The Revolutionary Passenger Plane That Changed Aviation Forever
When it comes to aviation and its history, the popular imagination tends to fixate on warplanes. Mighty fighter jets stoke Top Gun fantasies. Combat drones foster future apprehensions of sci-fi apocalypse. Wild new designs for emerging combat conditions combine hypermodern and old-school into utterly unpredictable solutions.
But what if you ask Boeing, who knows a thing or two about planes, about the most important aircraft ever?
"The Douglas DC-3, which made air travel popular and airline profits possible, is universally recognized as the greatest airplane of its time. Some would argue that it is the greatest of all time."
To cast the Douglas airliner in automotive terms, the DC-3 was the Model T, the Volkswagen Beetle, and the Tesla Roadster in a single machine. It was a proof of concept for long-distance air travel, it made flight possible for ordinary people, and it spent decades serving as the worldwide workhorse for commercial aviation, all at once.
The price of an icon
Virtually as soon as the Wright brothers got off the ground, businesspeople and engineers the world over were envisioning commercial travel by air. The appeal was obvious: for people whose most advanced transit experience was with a locomotive, steamship, or 4-horsepower Oldsmobile, long-distance travel at triple-digit speeds must have sounded like a visit from the future.
Like many leaps forward, however, the first great burst of aviation technology got ahead of its economics. As Boeing reports, the company's 247 model, which the US Air and Space Museum calls the first modern airliner, took off in 1933, just 30 years after the Wrights. Douglas's DC-1, grandparent of the game-changing DC-3, hit the skies in the same year. Unfortunately, neither could be operated at a profit: As the National Air and Space Museum notes, comparatively slow speed and limited passenger space left early airliners unable to out-earn their own fuel and maintenance costs.
The DC-3 wasn't the first passenger plane or even the first airliner. Rather, it was the first commercial plane to reverse that math, making air travel a paying proposition. With plenty of room and a zippy 185 mph cruising speed, the DC-3 took air travel from a curiosity indulged by the super-rich to a genuine alternative to cars, trains, and ships.
Perhaps the best testament to the DC-3 as a machine is that despite Douglas ceasing manufacturing in 1943, Simple Flying has demonstrated that over 100 of the 80-year-old aircraft are still flying today.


◆ Exercise ◆
Repeat the data precisely as given.

◆ Materials provided ◆
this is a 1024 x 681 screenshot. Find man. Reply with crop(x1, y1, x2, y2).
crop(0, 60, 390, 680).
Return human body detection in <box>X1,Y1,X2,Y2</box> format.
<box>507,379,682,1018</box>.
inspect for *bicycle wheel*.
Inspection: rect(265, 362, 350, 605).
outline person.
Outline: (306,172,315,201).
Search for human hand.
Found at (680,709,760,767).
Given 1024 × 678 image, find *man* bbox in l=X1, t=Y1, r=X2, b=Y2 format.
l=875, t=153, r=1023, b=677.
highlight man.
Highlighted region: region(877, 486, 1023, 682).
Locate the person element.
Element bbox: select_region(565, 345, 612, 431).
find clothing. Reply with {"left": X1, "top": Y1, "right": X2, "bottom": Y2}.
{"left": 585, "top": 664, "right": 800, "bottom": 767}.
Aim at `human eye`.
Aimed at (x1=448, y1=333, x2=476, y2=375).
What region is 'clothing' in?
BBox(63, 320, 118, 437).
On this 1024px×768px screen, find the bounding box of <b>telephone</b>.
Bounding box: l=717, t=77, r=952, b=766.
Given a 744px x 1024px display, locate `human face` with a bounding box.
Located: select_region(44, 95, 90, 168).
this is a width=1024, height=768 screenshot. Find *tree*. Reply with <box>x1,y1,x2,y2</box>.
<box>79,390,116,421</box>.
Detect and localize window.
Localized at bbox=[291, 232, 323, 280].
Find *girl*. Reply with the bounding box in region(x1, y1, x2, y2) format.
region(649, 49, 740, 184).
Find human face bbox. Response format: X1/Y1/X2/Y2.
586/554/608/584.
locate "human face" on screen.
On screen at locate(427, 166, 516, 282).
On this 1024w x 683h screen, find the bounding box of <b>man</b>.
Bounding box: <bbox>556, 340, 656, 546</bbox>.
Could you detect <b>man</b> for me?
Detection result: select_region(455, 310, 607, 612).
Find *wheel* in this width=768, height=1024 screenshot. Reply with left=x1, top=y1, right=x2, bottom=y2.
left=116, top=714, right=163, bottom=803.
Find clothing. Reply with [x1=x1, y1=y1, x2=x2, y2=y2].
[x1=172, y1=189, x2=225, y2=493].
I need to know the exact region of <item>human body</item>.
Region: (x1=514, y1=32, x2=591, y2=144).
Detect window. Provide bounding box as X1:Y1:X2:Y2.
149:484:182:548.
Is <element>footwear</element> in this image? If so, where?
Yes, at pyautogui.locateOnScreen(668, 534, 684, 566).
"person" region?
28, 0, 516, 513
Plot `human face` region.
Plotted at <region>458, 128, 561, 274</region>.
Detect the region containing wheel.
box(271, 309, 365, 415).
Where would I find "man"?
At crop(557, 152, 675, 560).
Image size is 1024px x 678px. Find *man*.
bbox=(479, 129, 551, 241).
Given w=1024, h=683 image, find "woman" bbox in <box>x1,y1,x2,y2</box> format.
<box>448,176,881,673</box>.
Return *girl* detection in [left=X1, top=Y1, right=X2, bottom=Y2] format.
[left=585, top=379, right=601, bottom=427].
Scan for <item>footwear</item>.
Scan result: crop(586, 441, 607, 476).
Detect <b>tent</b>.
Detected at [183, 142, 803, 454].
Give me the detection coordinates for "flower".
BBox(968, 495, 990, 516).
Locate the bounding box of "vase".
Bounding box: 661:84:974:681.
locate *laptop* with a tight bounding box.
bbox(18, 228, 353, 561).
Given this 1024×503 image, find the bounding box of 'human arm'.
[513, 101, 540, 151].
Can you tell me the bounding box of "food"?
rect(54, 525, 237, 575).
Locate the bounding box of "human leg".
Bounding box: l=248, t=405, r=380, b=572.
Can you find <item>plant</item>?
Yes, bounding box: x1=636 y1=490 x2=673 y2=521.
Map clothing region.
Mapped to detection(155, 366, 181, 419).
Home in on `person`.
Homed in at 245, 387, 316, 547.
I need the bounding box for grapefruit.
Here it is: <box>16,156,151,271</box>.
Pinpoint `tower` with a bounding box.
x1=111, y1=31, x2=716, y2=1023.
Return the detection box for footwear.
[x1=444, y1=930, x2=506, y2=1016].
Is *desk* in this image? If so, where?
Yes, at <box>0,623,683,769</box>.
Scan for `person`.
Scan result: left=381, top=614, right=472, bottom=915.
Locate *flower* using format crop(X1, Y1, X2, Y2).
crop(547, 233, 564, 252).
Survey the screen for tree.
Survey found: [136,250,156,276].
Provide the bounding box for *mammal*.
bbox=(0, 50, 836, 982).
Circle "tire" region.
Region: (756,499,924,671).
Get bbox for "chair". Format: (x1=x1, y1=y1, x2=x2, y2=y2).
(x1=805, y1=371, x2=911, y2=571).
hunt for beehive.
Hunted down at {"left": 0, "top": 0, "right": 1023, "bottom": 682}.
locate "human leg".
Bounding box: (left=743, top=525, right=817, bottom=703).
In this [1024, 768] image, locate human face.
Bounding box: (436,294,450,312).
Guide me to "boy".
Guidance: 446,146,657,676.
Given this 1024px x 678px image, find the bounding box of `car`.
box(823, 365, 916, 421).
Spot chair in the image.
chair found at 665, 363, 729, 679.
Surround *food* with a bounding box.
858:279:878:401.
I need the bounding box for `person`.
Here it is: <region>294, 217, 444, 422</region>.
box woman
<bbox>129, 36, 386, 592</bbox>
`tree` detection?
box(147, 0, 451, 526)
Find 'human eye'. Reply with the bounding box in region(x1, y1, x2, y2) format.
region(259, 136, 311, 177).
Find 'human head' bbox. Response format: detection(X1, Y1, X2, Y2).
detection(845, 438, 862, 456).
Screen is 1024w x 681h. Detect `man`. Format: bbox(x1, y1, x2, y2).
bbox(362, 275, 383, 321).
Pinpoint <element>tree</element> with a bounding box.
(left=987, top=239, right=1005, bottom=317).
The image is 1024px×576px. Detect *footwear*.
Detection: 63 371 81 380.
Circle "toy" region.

◆ Exercise solution ◆
this is a 1024 x 681 screenshot. Find man. Reply with crop(x1, y1, x2, y2).
crop(0, 60, 390, 680).
Return human body detection in <box>X1,Y1,X2,Y2</box> format.
<box>507,379,682,1018</box>.
inspect for *bicycle wheel*.
Inspection: rect(265, 362, 350, 605).
outline person.
Outline: (306,172,315,201).
Search for human hand.
Found at (680,709,760,767).
Given 1024 × 678 image, find *man* bbox in l=X1, t=Y1, r=X2, b=Y2 format.
l=875, t=153, r=1023, b=677.
highlight man.
Highlighted region: region(877, 486, 1023, 682).
Locate the person element.
Element bbox: select_region(565, 345, 612, 431).
find clothing. Reply with {"left": X1, "top": Y1, "right": X2, "bottom": Y2}.
{"left": 585, "top": 664, "right": 800, "bottom": 767}.
Aim at `human eye`.
Aimed at (x1=448, y1=333, x2=476, y2=375).
What region is 'clothing' in?
BBox(63, 320, 118, 437).
On this 1024px×768px screen, find the bounding box of <b>telephone</b>.
Bounding box: l=717, t=77, r=952, b=766.
Given a 744px x 1024px display, locate `human face` with a bounding box.
Located: select_region(44, 95, 90, 168).
this is a width=1024, height=768 screenshot. Find *tree*. Reply with <box>x1,y1,x2,y2</box>.
<box>79,390,116,421</box>.
Detect and localize window.
Localized at bbox=[291, 232, 323, 280].
Find *girl*. Reply with the bounding box in region(x1, y1, x2, y2) format.
region(649, 49, 740, 184).
Find human face bbox. Response format: X1/Y1/X2/Y2.
586/554/608/584.
locate "human face" on screen.
On screen at locate(427, 166, 516, 282).
On this 1024w x 683h screen, find the bounding box of <b>man</b>.
Bounding box: <bbox>556, 340, 656, 546</bbox>.
Could you detect <b>man</b> for me?
Detection result: select_region(455, 310, 607, 612).
Find *wheel* in this width=768, height=1024 screenshot. Reply with left=x1, top=y1, right=x2, bottom=y2.
left=116, top=714, right=163, bottom=803.
Find clothing. Reply with [x1=x1, y1=y1, x2=x2, y2=y2].
[x1=172, y1=189, x2=225, y2=493].
I need to know the exact region of <item>human body</item>.
Region: (x1=514, y1=32, x2=591, y2=144).
Detect window. Provide bounding box as X1:Y1:X2:Y2.
149:484:182:548.
Is <element>footwear</element> in this image? If so, where?
Yes, at pyautogui.locateOnScreen(668, 534, 684, 566).
"person" region?
28, 0, 516, 513
Plot `human face` region.
Plotted at <region>458, 128, 561, 274</region>.
Detect the region containing wheel.
box(271, 309, 365, 415).
Where would I find "man"?
At crop(557, 152, 675, 560).
Image size is 1024px x 678px. Find *man*.
bbox=(479, 129, 551, 241).
Given w=1024, h=683 image, find "woman" bbox in <box>x1,y1,x2,y2</box> format.
<box>448,176,881,673</box>.
Return *girl* detection in [left=X1, top=Y1, right=X2, bottom=Y2] format.
[left=585, top=379, right=601, bottom=427].
Scan for <item>footwear</item>.
Scan result: crop(586, 441, 607, 476).
Detect <b>tent</b>.
Detected at [183, 142, 803, 454].
Give me the detection coordinates for "flower".
BBox(968, 495, 990, 516).
Locate the bounding box of "vase".
Bounding box: 661:84:974:681.
locate *laptop* with a tight bounding box.
bbox(18, 228, 353, 561).
Given this 1024×503 image, find the bounding box of 'human arm'.
[513, 101, 540, 151].
Can you tell me the bounding box of "food"?
rect(54, 525, 237, 575).
Locate the bounding box of "human leg".
Bounding box: l=248, t=405, r=380, b=572.
Can you find <item>plant</item>?
Yes, bounding box: x1=636 y1=490 x2=673 y2=521.
Map clothing region.
Mapped to detection(155, 366, 181, 419).
Home in on `person`.
Homed in at 245, 387, 316, 547.
I need the bounding box for grapefruit.
Here it is: <box>16,156,151,271</box>.
Pinpoint `tower` with a bounding box.
x1=111, y1=31, x2=716, y2=1023.
Return the detection box for footwear.
[x1=444, y1=930, x2=506, y2=1016].
Is *desk* in this image? If so, where?
Yes, at <box>0,623,683,769</box>.
Scan for `person`.
Scan result: left=381, top=614, right=472, bottom=915.
Locate *flower* using format crop(X1, Y1, X2, Y2).
crop(547, 233, 564, 252).
Survey the screen for tree.
Survey found: [136,250,156,276].
Provide the bounding box for *mammal*.
bbox=(0, 50, 836, 982).
Circle "tire" region.
Region: (756,499,924,671).
Get bbox for "chair". Format: (x1=x1, y1=y1, x2=x2, y2=y2).
(x1=805, y1=371, x2=911, y2=571).
hunt for beehive.
Hunted down at {"left": 0, "top": 0, "right": 1023, "bottom": 682}.
locate "human leg".
Bounding box: (left=743, top=525, right=817, bottom=703).
In this [1024, 768] image, locate human face.
Bounding box: (436,294,450,312).
Guide me to "boy".
Guidance: 446,146,657,676.
Given this 1024px x 678px image, find the bounding box of `car`.
box(823, 365, 916, 421).
Spot chair in the image.
chair found at 665, 363, 729, 679.
Surround *food* with a bounding box.
858:279:878:401.
I need the bounding box for `person`.
Here it is: <region>294, 217, 444, 422</region>.
box woman
<bbox>129, 36, 386, 592</bbox>
`tree` detection?
box(147, 0, 451, 526)
Find 'human eye'. Reply with the bounding box in region(x1, y1, x2, y2) format.
region(259, 136, 311, 177).
Find 'human head' bbox. Response format: detection(X1, Y1, X2, Y2).
detection(845, 438, 862, 456).
Screen is 1024w x 681h. Detect `man`. Format: bbox(x1, y1, x2, y2).
bbox(362, 275, 383, 321).
Pinpoint <element>tree</element> with a bounding box.
(left=987, top=239, right=1005, bottom=317).
The image is 1024px×576px. Detect *footwear*.
Detection: 63 371 81 380.
Circle "toy" region.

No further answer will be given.